Ah. How lucky I am to have had a mother like that
Looking past my own experience to a country beset by hardening resentments and bitter reproach, I am all the more struck by the vision of heaven Berry paints, a place
where those who love
each other have forgiven each other
This forgiveness, freely given before the offense has even happened, is what allows heaven to be so heavenly. In such a place, Berry writes,
. . . the leaves are green,
the light a music in the air,
and all is unentangled,
and all is undismayed.
Julia Kasdorf’s “What I Learned From My Mother” is a poem I’ve featured before. I had a dozen copies of it, so I left all of them at the train station when I picked up my daughter for the Mother’s Day weekend.
poem on bench
Happy Mother’s Day to all, especially to those who no longer have their mothers. And also to those who never knew their mothers and to those who had a mother not up to the job. We were all born of woman, and there is goodness in that.

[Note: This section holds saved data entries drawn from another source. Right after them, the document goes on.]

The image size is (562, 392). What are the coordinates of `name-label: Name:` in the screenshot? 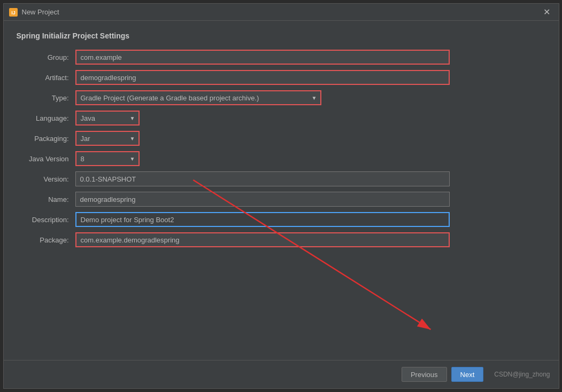 It's located at (46, 200).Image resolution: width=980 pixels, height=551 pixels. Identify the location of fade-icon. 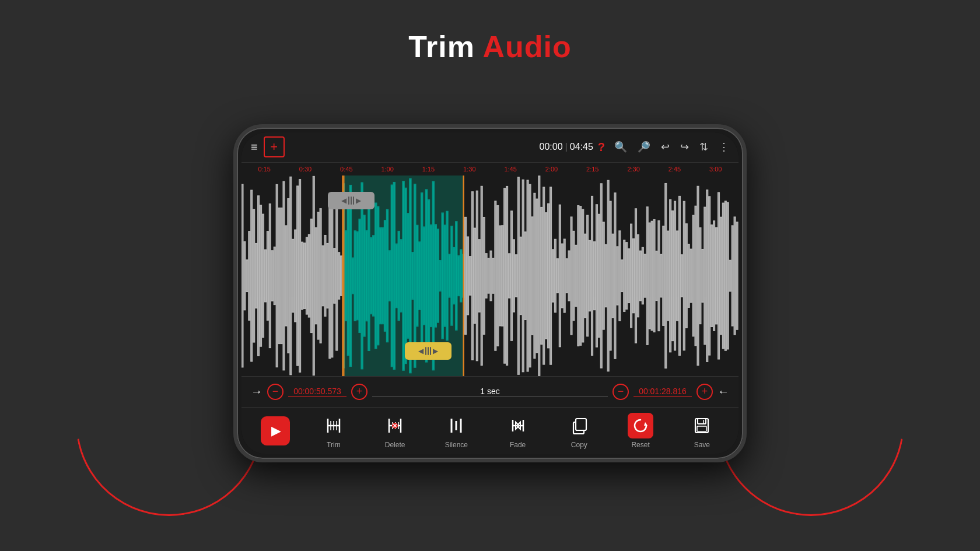
(518, 426).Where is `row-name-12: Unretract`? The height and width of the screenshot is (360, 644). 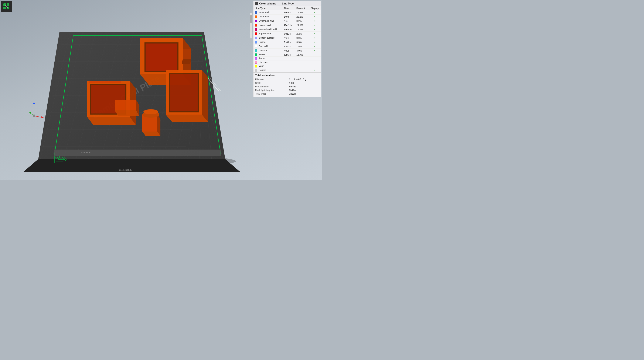 row-name-12: Unretract is located at coordinates (264, 62).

My goodness, you are such a beautiful spirit. Thanks for these lovelies. I’m going to share the Berry with my mom. We’re nowhere near as gracious to each other; forgiveness has come like a slowly leaking, reluctant faucet when it comes at all. But still, on and on and on, we love each other.
I’m sorry you lost your mom’s physical self.
– Zarana
Thanks, Zarana. I love that image of the faucet and the way the two of you keep on keepin on.

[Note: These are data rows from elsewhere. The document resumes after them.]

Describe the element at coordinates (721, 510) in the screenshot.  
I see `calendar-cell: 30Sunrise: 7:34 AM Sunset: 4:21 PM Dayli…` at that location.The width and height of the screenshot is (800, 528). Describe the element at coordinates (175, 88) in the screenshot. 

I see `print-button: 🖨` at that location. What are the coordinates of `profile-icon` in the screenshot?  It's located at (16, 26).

Hi PoemElf…I just posted a comment here to you but don’t see it….hmmmm…I don’t want to redo it in case it is just delayed for some reason…but I’ll check back later to see and if not redo it…..
PoemElf, oh, phooey! I don’t see my earlier post about your Mother’s Day poems..it is prolly flowing out there in the ozone somewhere…
If it shows up here then you will get two fairly identical comments from me…
I loved your three choices and as I’ve lost my mom, too, I understand your pain at this time. How can you NOT miss someone who was not only there every minute of your “here and now” life, she also knew YOU nine months longer. How can such a person NOT be missed in the “here and now” life?
Tonight I was doing laundry downstairs in our laundry room and chatting with a fellow launderer. I asked how her Mom’s Day went and she said it was hard because she misses her mom and thinks of the things she did as a young gal that hurt and upset her. And how she can’t take those back now–or ever.
I remembered your Wendell Berry poem–so beautiful!–and said to her,
“Liz, she forgave you those things before you even did them.”
She looked at me and said “Thank you for that. Thank you for that.”
There was joy and sincerity in her eyes.
So you gave a lovely poem to us, and now someone you don’t know at all has a lifted spirit.
Thank you for that, you excellent mother you.
I love that poem being passed around over laundry! Like a healing touch, a prayer, an envelope of needed cash
Indeed! Amen to that…
A Sabbath Poem (Bialosky)
ANOTHER LOSS TO STOP FOR
~ by Jill Bialosky
Against such cold and mercurial mornings,
watch the wind whirl one leaf
across the landscape,
then, in a breath, let it go.
The color in the opaque sky
seems almost not to exist.
Put on a wool sweater.
Wander in the leaves,
underneath healthy elms.
Hold your child in your arms.
After the dishes are washed,
a kiss still warm at your neck,
put down your pen. Turn out the light.
I know how difficult it is,
always balancing and weighing,
it takes years and many transformations;
and always another loss to stop for,
to send you backwards.
Why do you worry so,
when none of us is spared?
Marc, thanks for sharing this amazing poem……truth and beauty….I’ve read it a dozen times….and that last line is just—wow, what a line.